A decade ago, roofing was all grit and labor. Today, it’s on the cusp of a technical revolution—and multifamily operators need to start paying attention.

The shift is being driven by more than innovation for innovation’s sake. The labor pool is shrinking. Skilled roofers are aging out faster than new ones are entering the trade. According to the U.S. Bureau of Labor Statistics, the roofing industry is projected to grow just 1% over the next decade—far below demand. That labor squeeze isn’t theoretical. It’s already causing project delays, driving up costs, and forcing contractors to rethink the way they work.

Enter automation. Machines that can place, space, and secure shingles with near-perfect precision are no longer conceptual. They’re real, and they’re closer to market than most owners realize. As Melvin Scofield—a roofing project manager and early observer of these technologies—explains, “The gear exists today; we’re just shrinking it to fit a steep roof.”

What makes this shift possible is a convergence of fields. Car manufacturers have used robotic nailers for years. That hardware now adapts to roofing. The process is simple but effective: a laser line is calibrated by a human. The robot follows it, picks up shingles, nails them in place, and scans every nail head for accuracy. If one misses, it corrects the error on the spot. Every placement is logged—with timestamp, GPS location, and visual confirmation—providing instant documentation for warranties and future inspections.

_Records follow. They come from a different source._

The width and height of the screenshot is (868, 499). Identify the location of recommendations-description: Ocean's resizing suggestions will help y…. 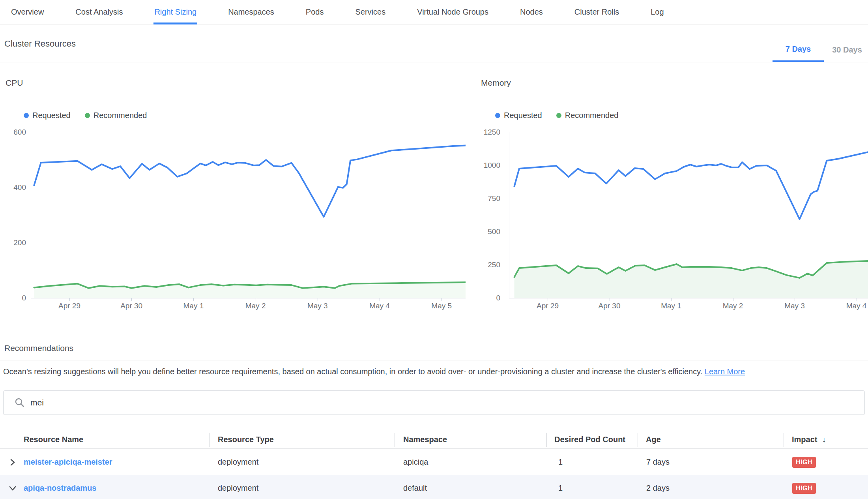
(374, 372).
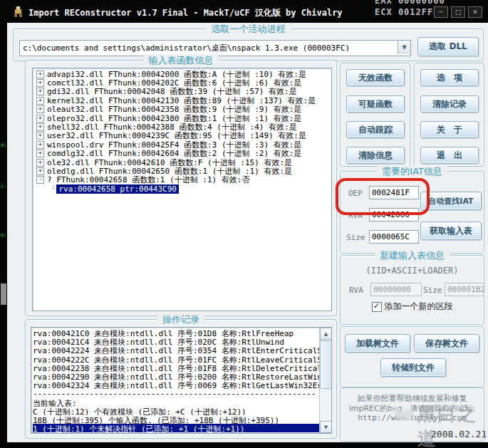 This screenshot has width=488, height=448. What do you see at coordinates (375, 104) in the screenshot?
I see `suspect-functions-button: 可疑函数` at bounding box center [375, 104].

The financial implications are significant. On a mid-sized clubhouse roof, Scofield has seen robotic assistance cut labor days by 40%. In one pilot, human crews alone required 10 days at $2,600 per day—totaling $26,000. With a single robot and recalibrated workflow, the project finished in six days, with labor costs dropping to $15,600. Add $4,000 for robot rental, and the total still came in 25% lower. Multiply that savings across a 15-building property, and it becomes a six-figure margin swing.

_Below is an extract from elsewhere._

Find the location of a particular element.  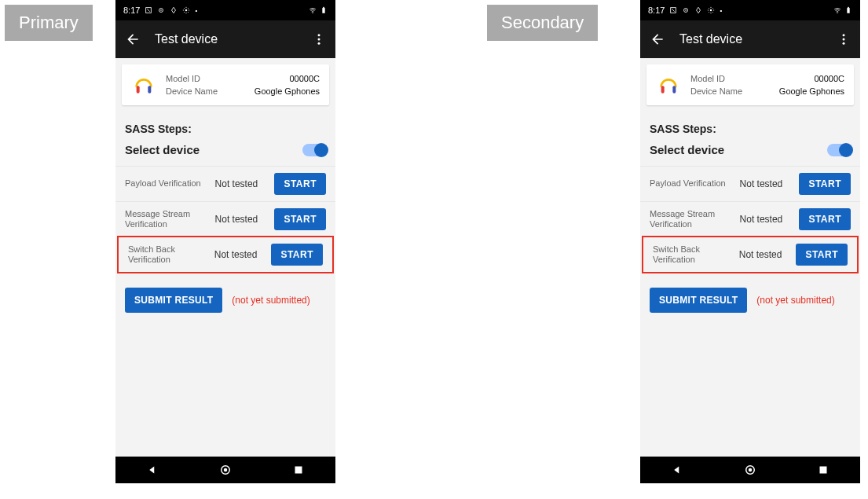

test-row-payload: Payload Verification Not tested START is located at coordinates (225, 184).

This isn’t just about money. Insurers like automation because it lowers risk. Fewer people on ladders means fewer fall claims. Fewer repetitive motion injuries. Less downtime. The underwriting math changes. So does the speed of completion—faster installs reduce exposure to weather, allow crews to move on sooner, and help new builds or renovations open on schedule.

But the robots don’t replace people. They refocus them. Roofers aren’t being pushed out—they’re being pushed up. Humans still handle edge work, flashing, and gutter tie-ins. They set up the job, calibrate the tech, and solve for what machines can’t handle—yet. What disappears are the repetitive rows of nail-after-nail monotony. The dullest tasks go machine. The skilled labor gets elevated.

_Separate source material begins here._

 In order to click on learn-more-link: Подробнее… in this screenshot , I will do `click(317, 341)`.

For property teams, the call to action is simple: don’t wait until your vendor shows up with a robot—start asking about them now. Ask your roofing partners what pilots they’ve observed or participated in. Add a line in your RFPs that says, “Please list any automation used and how it affects warranty or schedule.” Budget for a pilot test. Even a single-building trial can help your team understand how the workflow changes.

Because make no mistake—this shift is happening. The first contractors who adopt at scale will set the pace. The rest will scramble to catch up. And owners who understand the tech early will be the ones negotiating better timelines, safer jobsites, and smarter capital deployment.

Melvin Scofield isn’t a futurist. He’s a working pro calling the curve before it hits. And the curve is clear: roofing is going autonomous. You can either prepare now—or pay more later.

 

Stay ahead of the curve – watch the Roofing Automation episode now on YouTube.